Simple jummy scones

We love having cream tea on a rainy sunday afternoon. Nothing tastes better than home made scones! I recently discovered a great secret making scones an even more attractive recipe. The scones puff up more when you rest the dough in the fridge for a couple of hours.

This means you can make the dough an evening in advance, take it out of the fridge, make scone shapes and place them in your oven. Now just enjoy those lovely scents filling your house as you make tea and take out your favorite jams and fresh fruit!

Scone2

Scones (8 – 10)

  • 225 grams plain white flour
  • 1 tsp baking powder
  • pinch salt
  • 25 grams caster sugar
  • 50 grams butter at room temperature
  • 150 ml buttermilk (optional: add some vanilla essence to the buttermilk)
  • 1 egg, beaten, or coffee cream, for brushing or dusting
  1. Mix the flour, baking powder, sugar and salt.
  2. Rub your butter in the flour mixture untill you have a bread crumb consistency.
  3. Stir in the buttermilk combine your dough into a ball.
    This is the kind of dough you want to handle as little as possible.
  4. Wrap your dough in kling film and let it rest in your fridge from 1 hour to 24 hours. Whatever works with your schedule. This does enable you to plan ahead if you are making an elaborate high tea.
  5. Preheat your oven at 220 degrees C.
  6. Roll out your dough on a floured surface. I like to make a circular disk, about 1,5 cm thick and slice 8 scones with a sharp knife as shown in the picture.
    CuttingScones
  7. Place your scones on a baking tray lined with baking parchment.
  8. For golden and glossy scones, brush your scones with egg or coffee cream.
    You can sprinkle your scones with sugar for a crusty top.
  9. Bake your scones for 15 to twenty minutes or untill they are puffed up and golden brown.

Let your scones cool for at least ten minutes before digging in. This may be the hardest part of the recipe!

Scone

My Best Brownies

There are so many brownie recipes. I have tried so many recipes, for me this recipe’s gives me the best brownies. Slightly dense and moist in the middle, a crunchy top and appropriately chewy.
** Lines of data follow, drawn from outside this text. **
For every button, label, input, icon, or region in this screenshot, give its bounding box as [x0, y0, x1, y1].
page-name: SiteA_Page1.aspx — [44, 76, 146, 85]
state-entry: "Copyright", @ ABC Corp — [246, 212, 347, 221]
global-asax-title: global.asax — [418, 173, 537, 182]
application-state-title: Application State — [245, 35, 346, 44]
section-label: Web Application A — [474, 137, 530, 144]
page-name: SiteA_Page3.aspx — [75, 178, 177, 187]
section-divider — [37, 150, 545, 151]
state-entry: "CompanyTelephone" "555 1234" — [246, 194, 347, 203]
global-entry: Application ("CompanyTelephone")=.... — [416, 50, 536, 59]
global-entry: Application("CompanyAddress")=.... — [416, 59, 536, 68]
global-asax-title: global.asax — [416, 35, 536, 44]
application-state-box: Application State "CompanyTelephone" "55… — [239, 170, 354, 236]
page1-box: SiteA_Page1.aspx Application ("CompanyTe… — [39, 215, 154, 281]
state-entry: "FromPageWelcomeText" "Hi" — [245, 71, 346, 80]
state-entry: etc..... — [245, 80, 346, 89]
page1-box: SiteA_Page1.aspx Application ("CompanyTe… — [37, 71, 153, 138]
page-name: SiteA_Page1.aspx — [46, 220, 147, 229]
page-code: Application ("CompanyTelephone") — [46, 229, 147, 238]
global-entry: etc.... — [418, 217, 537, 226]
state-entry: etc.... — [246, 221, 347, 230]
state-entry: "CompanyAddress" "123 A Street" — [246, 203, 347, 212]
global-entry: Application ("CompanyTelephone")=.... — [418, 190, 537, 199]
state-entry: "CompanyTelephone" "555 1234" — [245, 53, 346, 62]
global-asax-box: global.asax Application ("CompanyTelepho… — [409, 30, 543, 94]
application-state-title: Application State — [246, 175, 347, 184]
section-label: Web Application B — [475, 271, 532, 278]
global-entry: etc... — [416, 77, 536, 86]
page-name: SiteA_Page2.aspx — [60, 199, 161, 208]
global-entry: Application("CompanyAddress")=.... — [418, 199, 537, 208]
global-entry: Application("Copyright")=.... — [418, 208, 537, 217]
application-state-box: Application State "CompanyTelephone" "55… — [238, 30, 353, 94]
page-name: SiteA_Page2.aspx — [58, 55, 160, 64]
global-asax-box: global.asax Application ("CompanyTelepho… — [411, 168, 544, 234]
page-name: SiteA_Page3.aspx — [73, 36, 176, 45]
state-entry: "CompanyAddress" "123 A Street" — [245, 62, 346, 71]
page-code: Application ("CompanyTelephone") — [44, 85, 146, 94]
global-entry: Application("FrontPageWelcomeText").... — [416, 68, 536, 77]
Best Brownies (makes 18 brownies)

For the batter:

  • 100 grams of dark chocolate in chunks
  • 150 grams of butter
  • 4 eggs
  • 200 grams of sugar
  • 1 tsp vanilla essence
  • 100 grams of flour
  • 55 grams coco powder
  • 1 pinch of salt

Optional filling

  • 70 grams chopped almonds, walnuts, hazelnuts and/or peanuts
  • 70 grams of chocolate, whichever you prefer
  • Alternatively you can mix in chuncks of your favorite candy bar (I like Snickers, but any other chocolate candy bar could work)

Every recipe calls for a different order for mixing the ingredients. In my experience it doesn’t really matter how you combine the ingredients, just make sure you don’t cook the eggs with the hot melted chocolate.

  1. Preheat your oven at 190 degrees C.
  2. Melt your chocolate and butter above simmering water.
  3. Line your baking tin (I use a  rectangular 15 cm by 30 cm baking tin).
  4. Take your melted chocolate of the heat, let it cool for a few minutes.
  5. Mix in the vanilla essence, sugar, this lowers the temperature of the chocolate a little more.
  6. Combine with the eggs, flour, salt and coco powder.
  7. Stir in the optional filling.
  8. Pour the batter in the baking tin and bake for 30 to 40 minutes.

Your cooking time depends on how dense you like your  brownies. Sometimes I slightly undercook my brownies. This way I can warm them up later (and cook them a bit more) in the microwave and serve them warm with vanilla ice cream or clotted cream.